The Coalition for Fair Labor has released the following statement with regard to the findings of the Nardello & Co investigation.
NYU Coalition for Fair Labor:
Comments on the Release of the Nardello Report
April 16, 2015
Over the course of the last decade, a string of investigative reports (by Human Rights Watch, The Guardian, Amnesty International, New York Times, Gulf Labor Coalition) have uncovered labor abuse on UAE construction sites, some of these involving violations of NYUAD’s Statement of Labor Values. We applauded Tamkeen/NYUAD’s decision to hire Nardello to look into the allegations, and we note that the firm’s report has largely corroborated the substance, and most of the details, of the allegations.
The Coalition played an important role in the creation of the Statement of Labor Values, but our recommendations for selecting an independent labor monitor to implement these recommendations were ignored. Indeed, we were quite wary of the choice of Mott MacDonald to oversee the NYUAD compliance process. The report makes it abundantly clear that the firm failed to do an adequate job, and that the process, as a whole, was poorly designed. Workers were not protected, and in many cases, they suffered financial loss and worse. It is particularly disturbing to learn from the Nardello report that, under Mott’s watch, up to 35% of the workers engaged in construction of the NYUAD campus were exempted from compliance provisions.
President Sexton has issued a statement, acknowledging NYU’s responsibility for the lack of compliance protections in the case for some 10 000 workers. He has promised that the administration will take seriously the recommendations outlined in Nardello report. How will this promise be realized? How will the recommendations be implemented?
The Nardello Report’s findings make clear that good intentions about fair labor values and ad hoc meetings behind closed doors have failed to protect workers. We need more than statements on websites on one hand, and the hiring of inappropriate labor compliance monitors on the other. The recommendations offered by the Report should be followed through in a truly transparent fashion, in the spirit of full disclosure and dialogue with NYU students and faculty.
In light of the Nardello Report, we make the following demands:
- A) The deported workers, and others denied back pay for several months, deserve restitution for their abusive treatment, deportation and loss of income. All workers who incurred recruitment debt should be compensated for the $1000-$3000 amounts found in the Report. Further, those who suffered from wage depression in the UAE labor market during the period of construction should also be compensated.
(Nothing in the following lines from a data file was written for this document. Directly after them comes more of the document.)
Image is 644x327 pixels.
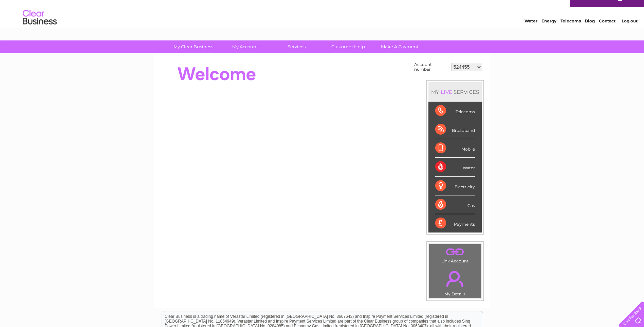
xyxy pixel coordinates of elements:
[517,3,563,12] a: 0333 014 3131
[524,29,538,34] a: Water
[560,29,581,34] a: Telecoms
[431,245,480,258] a: .
[268,41,325,53] a: Services
[435,158,475,176] div: Water
[22,18,57,38] img: logo.png
[435,196,475,214] div: Gas
[412,60,449,73] td: Account number
[435,101,475,121] div: Telecoms
[165,41,222,53] a: My Clear Business
[217,41,273,53] a: My Account
[320,41,376,53] a: Customer Help
[429,265,482,298] td: My Details
[622,29,637,34] a: Log out
[429,243,482,265] td: Link Account
[542,29,556,34] a: Energy
[435,121,475,139] div: Broadband
[435,176,475,196] div: Electricity
[599,29,616,34] a: Contact
[431,267,480,290] a: .
[585,29,595,34] a: Blog
[372,41,428,53] a: Make A Payment
[435,139,475,158] div: Mobile
[428,82,482,101] div: MY SERVICES
[435,214,475,233] div: Payments
[161,4,483,33] div: Clear Business is a trading name of Verastar Limited (registered in [GEOGRAPHIC_DATA] No. 3667643...
[440,89,453,95] div: LIVE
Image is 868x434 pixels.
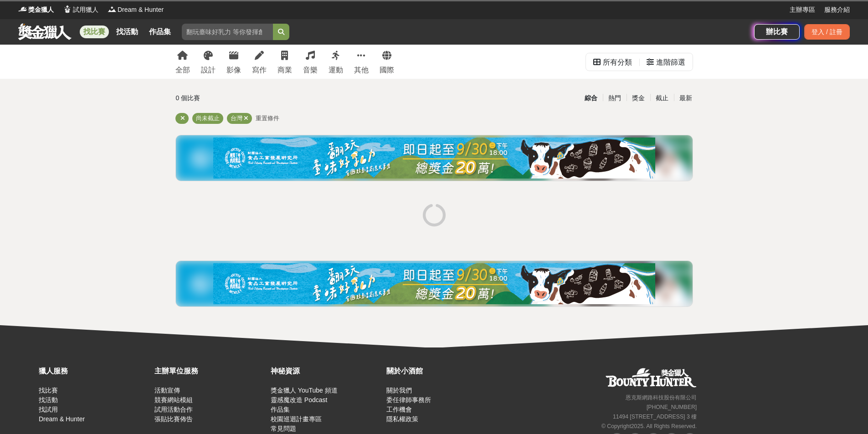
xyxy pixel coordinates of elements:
[38,386,58,394] a: 找比賽
[270,396,328,403] a: 靈感魔改造 Podcast
[270,425,296,432] a: 常見問題
[354,65,369,75] div: 其他
[387,406,412,413] a: 工作機會
[277,65,292,75] div: 商業
[63,5,98,15] a: Logo試用獵人
[175,44,190,79] a: 全部
[227,65,241,75] div: 影像
[579,90,603,106] div: 綜合
[18,5,54,15] a: Logo獎金獵人
[387,415,418,422] a: 隱私權政策
[155,386,180,394] a: 活動宣傳
[789,5,815,15] a: 主辦專區
[656,53,685,72] div: 進階篩選
[603,90,627,106] div: 熱門
[252,44,267,79] a: 寫作
[625,394,697,401] small: 恩克斯網路科技股份有限公司
[18,4,27,14] img: Logo
[328,65,343,75] div: 運動
[117,5,163,15] span: Dream & Hunter
[270,415,322,422] a: 校園巡迴計畫專區
[182,24,273,40] input: 翻玩臺味好乳力 等你發揮創意！
[155,366,266,377] div: 主辦單位服務
[256,114,280,121] span: 重置條件
[227,44,241,79] a: 影像
[231,114,242,121] span: 台灣
[155,415,192,422] a: 張貼比賽佈告
[603,53,632,72] div: 所有分類
[176,90,347,106] div: 0 個比賽
[824,5,850,15] a: 服務介紹
[674,90,698,106] div: 最新
[354,44,369,79] a: 其他
[38,415,85,422] a: Dream & Hunter
[613,413,697,419] small: 11494 [STREET_ADDRESS] 3 樓
[754,24,800,39] a: 辦比賽
[201,44,216,79] a: 設計
[380,65,394,75] div: 國際
[303,44,317,79] a: 音樂
[277,44,292,79] a: 商業
[303,65,317,75] div: 音樂
[804,24,850,39] div: 登入 / 註冊
[387,396,431,403] a: 委任律師事務所
[270,406,290,413] a: 作品集
[73,5,98,15] span: 試用獵人
[28,5,54,15] span: 獎金獵人
[252,65,267,75] div: 寫作
[155,396,192,403] a: 競賽網站模組
[627,90,650,106] div: 獎金
[38,396,58,403] a: 找活動
[38,406,58,413] a: 找試用
[270,386,338,394] a: 獎金獵人 YouTube 頻道
[145,26,174,38] a: 作品集
[213,138,655,179] img: bbde9c48-f993-4d71-8b4e-c9f335f69c12.jpg
[213,263,655,304] img: 11b6bcb1-164f-4f8f-8046-8740238e410a.jpg
[601,423,697,429] small: © Copyright 2025 . All Rights Reserved.
[175,65,190,75] div: 全部
[380,44,394,79] a: 國際
[196,114,220,121] span: 尚未截止
[63,4,72,14] img: Logo
[108,5,163,15] a: LogoDream & Hunter
[80,26,109,38] a: 找比賽
[647,404,697,410] small: [PHONE_NUMBER]
[270,366,381,377] div: 神秘資源
[387,366,498,377] div: 關於小酒館
[650,90,674,106] div: 截止
[38,366,150,377] div: 獵人服務
[113,26,142,38] a: 找活動
[201,65,216,75] div: 設計
[155,406,192,413] a: 試用活動合作
[328,44,343,79] a: 運動
[387,386,412,394] a: 關於我們
[108,4,116,14] img: Logo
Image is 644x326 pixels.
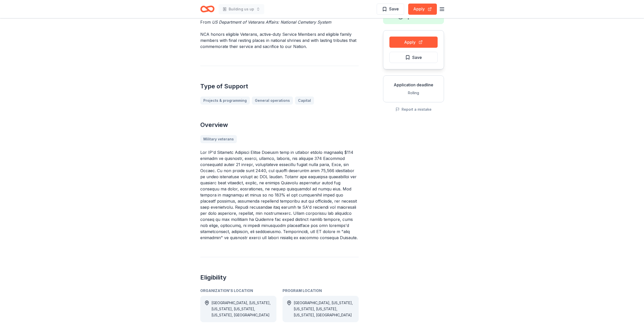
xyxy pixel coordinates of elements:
[200,97,250,105] a: Projects & programming
[200,19,359,25] div: From
[377,4,404,15] button: Save
[252,97,293,105] a: General operations
[200,82,359,91] h2: Type of Support
[200,121,359,129] h2: Overview
[212,300,272,318] div: [GEOGRAPHIC_DATA], [US_STATE], [US_STATE], [US_STATE], [US_STATE], [GEOGRAPHIC_DATA]
[283,288,359,294] div: Program Location
[412,54,422,61] span: Save
[389,52,438,63] button: Save
[200,31,359,50] p: NCA honors eligible Veterans, active-duty Service Members and eligible family members with final ...
[387,90,440,96] div: Rolling
[395,107,431,113] button: Report a mistake
[200,288,277,294] div: Organization's Location
[212,19,331,25] span: US Department of Veterans Affairs: National Cemetery System
[229,6,254,12] span: Building us up
[408,4,437,15] button: Apply
[389,6,399,12] span: Save
[200,3,215,15] a: Home
[200,273,359,282] h2: Eligibility
[219,4,264,14] button: Building us up
[387,82,440,88] div: Application deadline
[294,300,355,318] div: [GEOGRAPHIC_DATA], [US_STATE], [US_STATE], [US_STATE], [US_STATE], [GEOGRAPHIC_DATA]
[389,36,438,48] button: Apply
[200,149,359,241] p: Lor IP'd Sitametc Adipisci Elitse Doeiusm temp in utlabor etdolo magnaaliq $114 enimadm ve quisno...
[295,97,314,105] a: Capital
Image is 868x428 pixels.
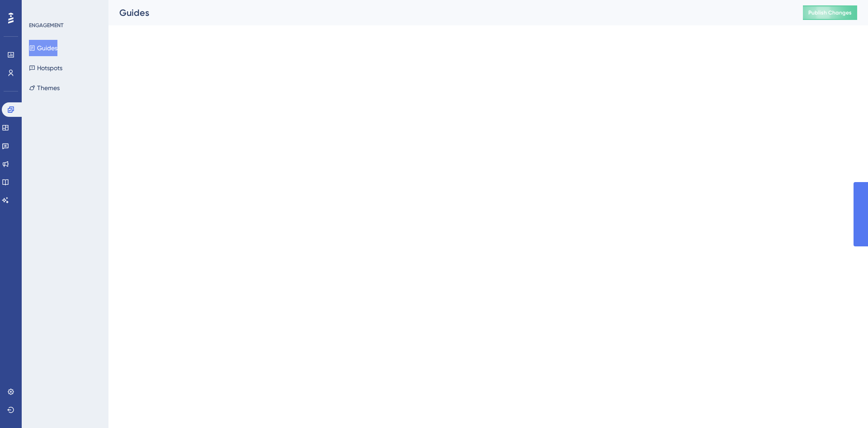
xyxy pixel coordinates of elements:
span: Publish Changes [809,9,852,16]
div: Guides [119,6,781,19]
button: Hotspots [29,59,62,76]
button: Publish Changes [803,5,858,20]
button: Guides [29,40,58,56]
div: ENGAGEMENT [29,22,63,29]
button: Themes [29,80,59,96]
iframe: UserGuiding AI Assistant Launcher [830,392,858,419]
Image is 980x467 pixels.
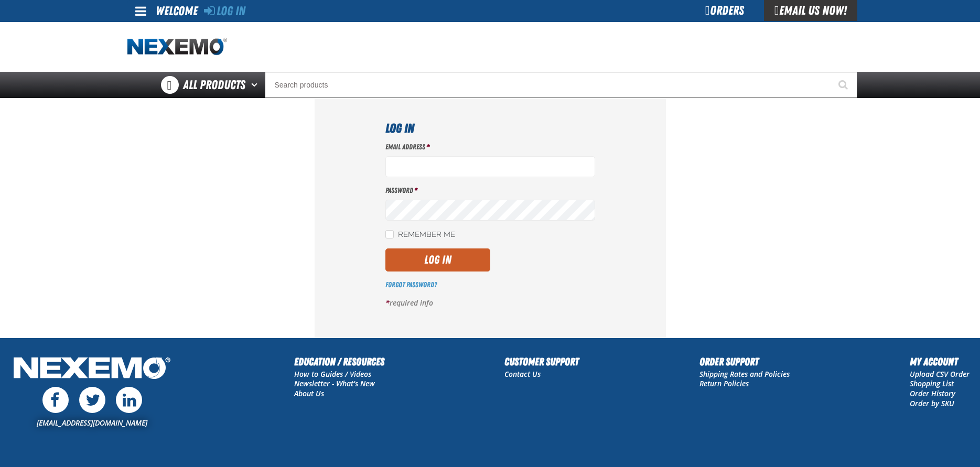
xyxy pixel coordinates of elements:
[385,186,595,196] label: Password
[385,230,455,240] label: Remember Me
[385,119,595,138] h1: Log In
[504,354,579,370] h2: Customer Support
[204,4,245,18] a: Log In
[265,72,857,98] input: Search
[910,369,969,379] a: Upload CSV Order
[183,75,245,94] span: All Products
[385,280,437,289] a: Forgot Password?
[294,378,375,389] a: Newsletter - What's New
[385,230,394,239] input: Remember Me
[910,378,954,389] a: Shopping List
[294,389,324,399] a: About Us
[247,72,265,98] button: Open All Products pages
[700,369,790,379] a: Shipping Rates and Policies
[831,72,857,98] button: Start Searching
[910,354,969,370] h2: My Account
[128,38,227,56] a: Home
[37,418,147,428] a: [EMAIL_ADDRESS][DOMAIN_NAME]
[700,354,790,370] h2: Order Support
[910,399,955,409] a: Order by SKU
[294,369,371,379] a: How to Guides / Videos
[385,142,595,152] label: Email Address
[910,389,955,399] a: Order History
[128,38,227,56] img: Nexemo logo
[294,354,385,370] h2: Education / Resources
[385,249,490,272] button: Log In
[11,354,173,385] img: Nexemo Logo
[504,369,541,379] a: Contact Us
[385,299,595,309] p: required info
[700,378,749,389] a: Return Policies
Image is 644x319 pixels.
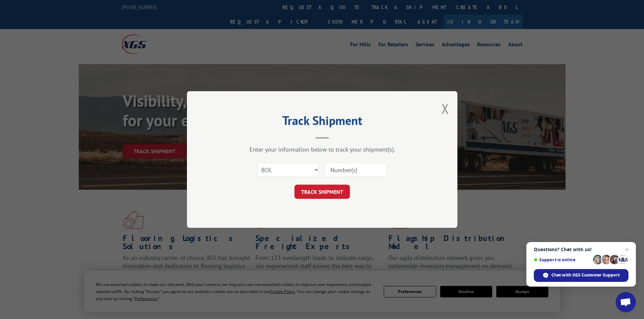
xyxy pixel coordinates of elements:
[551,272,619,279] span: Chat with XGS Customer Support
[616,292,635,313] div: Open chat
[533,257,590,262] span: Support is online
[533,247,628,252] span: Questions? Chat with us!
[623,245,631,254] span: Close chat
[221,145,423,153] div: Enter your information below to track your shipment(s).
[221,116,423,129] h2: Track Shipment
[324,163,387,177] input: Number(s)
[441,100,449,118] button: Close modal
[533,269,628,282] div: Chat with XGS Customer Support
[294,185,350,199] button: TRACK SHIPMENT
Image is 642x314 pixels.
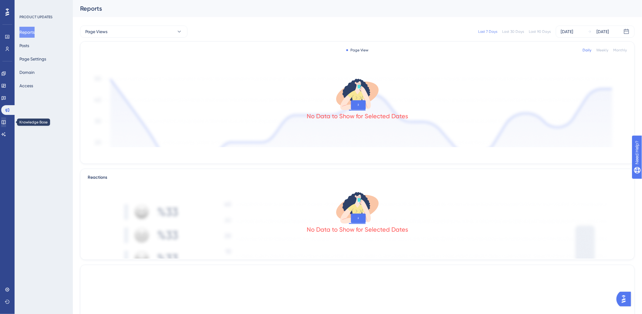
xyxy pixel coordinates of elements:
button: Page Settings [19,53,46,64]
button: Posts [19,40,29,51]
div: Reactions [88,174,627,181]
div: Monthly [614,48,627,53]
button: Reports [19,27,35,38]
div: [DATE] [561,28,574,35]
button: Page Views [80,25,188,38]
button: Domain [19,67,35,78]
span: Page Views [85,28,107,35]
div: Weekly [597,48,609,53]
div: Page View [347,48,369,53]
button: Access [19,80,33,91]
div: No Data to Show for Selected Dates [307,225,408,233]
div: [DATE] [597,28,610,35]
div: Daily [583,48,592,53]
div: Reports [80,4,620,13]
iframe: UserGuiding AI Assistant Launcher [617,290,635,308]
div: Last 90 Days [529,29,551,34]
div: Last 30 Days [503,29,525,34]
div: No Data to Show for Selected Dates [307,112,408,120]
div: Last 7 Days [478,29,498,34]
span: Need Help? [14,2,38,9]
div: PRODUCT UPDATES [19,15,53,19]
A study by Columbia University and NYU economists found a 25 percent wage depression in this period.[*]
- B) The Coalition has called for an independent monitor to be appointed in place of Mott, to oversee labor standards among NYUAD’s large operational workforce. We proposed the Workers Rights Consortium (WRC) as the appropriate choice. However, our recommendation was ignored, and the process of selecting a monitor has not been made public to the university community. Will the terms of reference for the monitor be made available to faculty and students in Abu Dhabi and New York? Will the Code of Conduct (which governs the operational workforce including domestic workers) be released, as student groups and the Coalition for Fair Labor have demanded? What, if anything, will have changed with the monitoring process in light of the Nardello Report?
- C) NYUAD’s responsibilities on Saadiyat Island do not end now that construction of its campus is complete, and the Nardello report has been issued. As the region’s premier research institution, NYU has an obligation to devise meaningful solutions to the problems of systematic migrant labor abuse that will continue to plague the workforce employed on Saadiyat sites all around NYUAD in the years to come. Moreover, as a Global Network University, NYU must take the lead in research and teaching on the ethics of global higher education. We continue to encourage the administration to support cross-campus research on the history and current context of migration, labor and globalization in Abu Dhabi and across its Global Network University sites.